In is interesting to read this 1987 book knowing that filming it turned Tom Clancy against selling the movie rights of his books to Hollywood (although apparently the powers that be can have their own way with the Jack Ryan character). The problem, of course, was the final scene. In the film, Harrison Ford's character kills Sean Miller at the end of an exciting fistfight on a speeding boat. In the book, Jack Ryan does not shoot his gun at the fatal moment so that he can tell his newborn son, "Your father isn't a murderer." Clancy's conservative inclinations are well known, but forcing him into a fascist stereotype really misses the point, especially when it tries to make his hero some sort of a reactionary.
"Patriot Games" takes back several years before the events described in "The Hunt for Red October," where the Sir John Ryan backstory is certainly alluded to at a couple of points. I wondered if maybe Clancy had simply written this novel first but could not get it published, yet one of the strengths of his work over the years has been the detailed backgrounds on the various characters (the best examples are probably Red Wegener and Ding Chavez in "Clear and Present Danger," where the complete backgrounds are given although one is a minor character in the novel and the other goes on to be a main supporting character). One of the reason I always liked this book is because of the pure audacity of making members of the Royal Family main supporting characters, especially Prince Charles, who has continued to pop up from time to time.

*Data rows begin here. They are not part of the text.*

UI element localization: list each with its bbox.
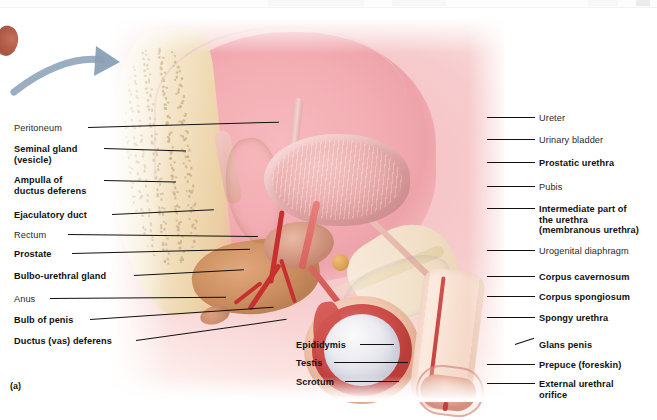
label-anus: Anus [14, 294, 35, 305]
label-urogenital-diaphragm: Urogenital diaphragm [539, 246, 629, 257]
bladder-muscle-striae-art [272, 140, 402, 220]
label-prostate: Prostate [14, 249, 52, 260]
label-glans-penis: Glans penis [539, 340, 592, 351]
leader-line [515, 338, 534, 345]
label-urinary-bladder: Urinary bladder [539, 135, 603, 146]
orientation-arrow-icon [8, 30, 128, 102]
leader-line [345, 381, 399, 382]
label-peritoneum: Peritoneum [14, 123, 62, 134]
label-epididymis: Epididymis [296, 340, 346, 351]
leader-line [487, 276, 535, 277]
leader-line [487, 162, 535, 163]
label-testis: Testis [296, 358, 322, 369]
leader-line [487, 117, 535, 118]
leader-line [360, 344, 394, 345]
label-intermediate-part-of: Intermediate part of the urethra (membra… [539, 204, 639, 236]
label-bulb-of-penis: Bulb of penis [14, 315, 73, 326]
leader-line [334, 362, 408, 363]
figure-caption: (a) [10, 381, 21, 391]
leader-line [487, 208, 535, 209]
label-pubis: Pubis [539, 182, 562, 193]
leader-line [487, 383, 535, 384]
label-ureter: Ureter [539, 113, 565, 124]
label-corpus-spongiosum: Corpus spongiosum [539, 292, 630, 303]
edge-fade [96, 14, 516, 54]
label-ductus-vas-deferens: Ductus (vas) deferens [14, 336, 112, 347]
label-prostatic-urethra: Prostatic urethra [539, 158, 614, 169]
leader-line [487, 250, 535, 251]
bulbo-urethral-gland-art [332, 254, 349, 271]
label-ampulla-of: Ampulla of ductus deferens [14, 175, 86, 196]
leader-line [487, 186, 535, 187]
label-bulbo-urethral-gland: Bulbo-urethral gland [14, 271, 106, 282]
leader-line [487, 317, 535, 318]
label-scrotum: Scrotum [296, 377, 334, 388]
label-ejaculatory-duct: Ejaculatory duct [14, 210, 87, 221]
leader-line [487, 139, 535, 140]
label-spongy-urethra: Spongy urethra [539, 313, 608, 324]
leader-line [487, 296, 535, 297]
label-corpus-cavernosum: Corpus cavernosum [539, 272, 629, 283]
top-toolbar-remnant [0, 0, 657, 8]
label-external-urethral: External urethral orifice [539, 379, 614, 400]
label-prepuce-foreskin: Prepuce (foreskin) [539, 360, 621, 371]
label-rectum: Rectum [14, 230, 46, 241]
label-seminal-gland: Seminal gland (vesicle) [14, 144, 77, 165]
leader-line [487, 364, 535, 365]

This is the book where Clancy dropped the annoying subtitles used in his first two novels. In retrospect "Patriot Games" is a much more intimate novel than what is follows. Certainly the threat is much more personal, targeting Ryan and his family. With Clancy's tendency to tell stories where nuclear war is a distinct possibility, this becomes an atypical effort, similar to "Without Remorse," which supplies the complete backstory on John Clark. Another reason for the feeling of intimacy is that Clancy's novels have tended to get longer and longer. Final note: people who have read these book in the "correct chronological order" find "Red October" to be something of a step backwards, so the best advice remains to read them in the order they were written.